D.C. wastewater no longer going to waste

by Mary Caperton Morton
Thursday, January 14, 2016

In 2015, D.C. Water, which treats wastewater from Washington, D.C., and the Maryland and Virginia suburbs, began using a thermal hydrolysis treatment system to convert sewage into electricity. Credit: D.C. Water.

D.C. Water & Sewer Authority, which treats sewage from Washington, D.C., as well as from the Maryland and Virginia suburbs ringing the city, is the biggest consumer of electricity in the U.S. capital. But last September, D.C. Water began creating its own power, becoming the first utility in the country to convert sewage into electricity.

The system behind this conversion was originally developed in Norway and involves a dewatering building, 32 sleek thermal hydrolysis vessels, four 24-meter-tall anaerobic digesters that each hold about 14,000 cubic meters of solids, and three turbines the size of jet engines. Together, the technology works like a giant pressure cooker that breaks down solid waste, producing copious amounts of methane gas, which is combusted to drive the electricity-generating turbines. At the end of the process, the leftover solids are cooked down into a bio-solid that can be used as compost in urban gardens.

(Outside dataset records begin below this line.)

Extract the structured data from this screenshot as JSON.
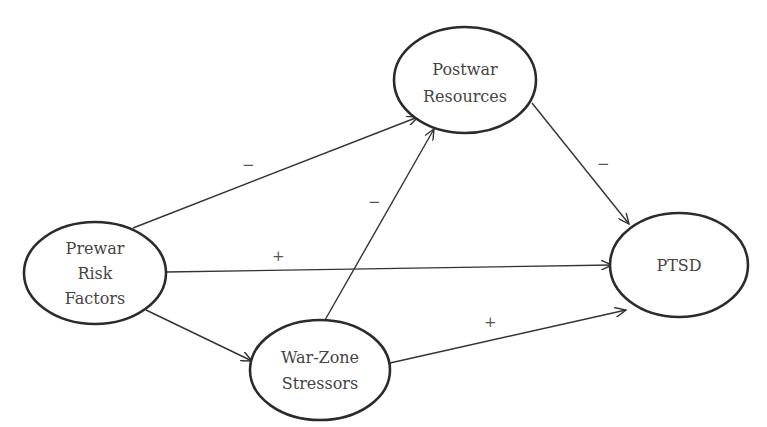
{
  "diagram": {
    "type": "path-model",
    "nodes": [
      {
        "id": "prewar",
        "lines": [
          "Prewar",
          "Risk",
          "Factors"
        ],
        "cx": 95,
        "cy": 273,
        "rx": 71,
        "ry": 51
      },
      {
        "id": "postwar",
        "lines": [
          "Postwar",
          "Resources"
        ],
        "cx": 465,
        "cy": 80,
        "rx": 71,
        "ry": 53
      },
      {
        "id": "warzone",
        "lines": [
          "War-Zone",
          "Stressors"
        ],
        "cx": 320,
        "cy": 370,
        "rx": 70,
        "ry": 50
      },
      {
        "id": "ptsd",
        "lines": [
          "PTSD"
        ],
        "cx": 679,
        "cy": 265,
        "rx": 69,
        "ry": 52
      }
    ],
    "edges": [
      {
        "from": "prewar",
        "to": "postwar",
        "sign": "−"
      },
      {
        "from": "prewar",
        "to": "ptsd",
        "sign": "+"
      },
      {
        "from": "prewar",
        "to": "warzone",
        "sign": ""
      },
      {
        "from": "warzone",
        "to": "postwar",
        "sign": "−"
      },
      {
        "from": "warzone",
        "to": "ptsd",
        "sign": "+"
      },
      {
        "from": "postwar",
        "to": "ptsd",
        "sign": "−"
      }
    ]
  },
  "labels": {
    "prewar": {
      "l1": "Prewar",
      "l2": "Risk",
      "l3": "Factors"
    },
    "postwar": {
      "l1": "Postwar",
      "l2": "Resources"
    },
    "warzone": {
      "l1": "War-Zone",
      "l2": "Stressors"
    },
    "ptsd": {
      "l1": "PTSD"
    },
    "signs": {
      "prewar_postwar": "−",
      "prewar_ptsd": "+",
      "warzone_postwar": "−",
      "warzone_ptsd": "+",
      "postwar_ptsd": "−"
    }
  },
  "colors": {
    "stroke": "#2b2b2b",
    "text": "#444444",
    "background": "#ffffff"
  }
}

D.C. Water officials say the $470 million system, which took four years to build, will save the city about $10 million annually and shrink the plant’s overall carbon footprint by one-third. It may find application in other major cities as well; on average, water and sewer utilities account for about 4 percent of the country’s overall energy usage, and they’re the single largest energy consumers in most communities.

“This project embodies a shift from treating used water as waste to leveraging it as a resource,” said D.C. Water CEO and General Manager George S. Hawkins, in a statement. “We are proud to be the first to bring this innovation to North America for the benefit of our ratepayers, the industry and the environment.”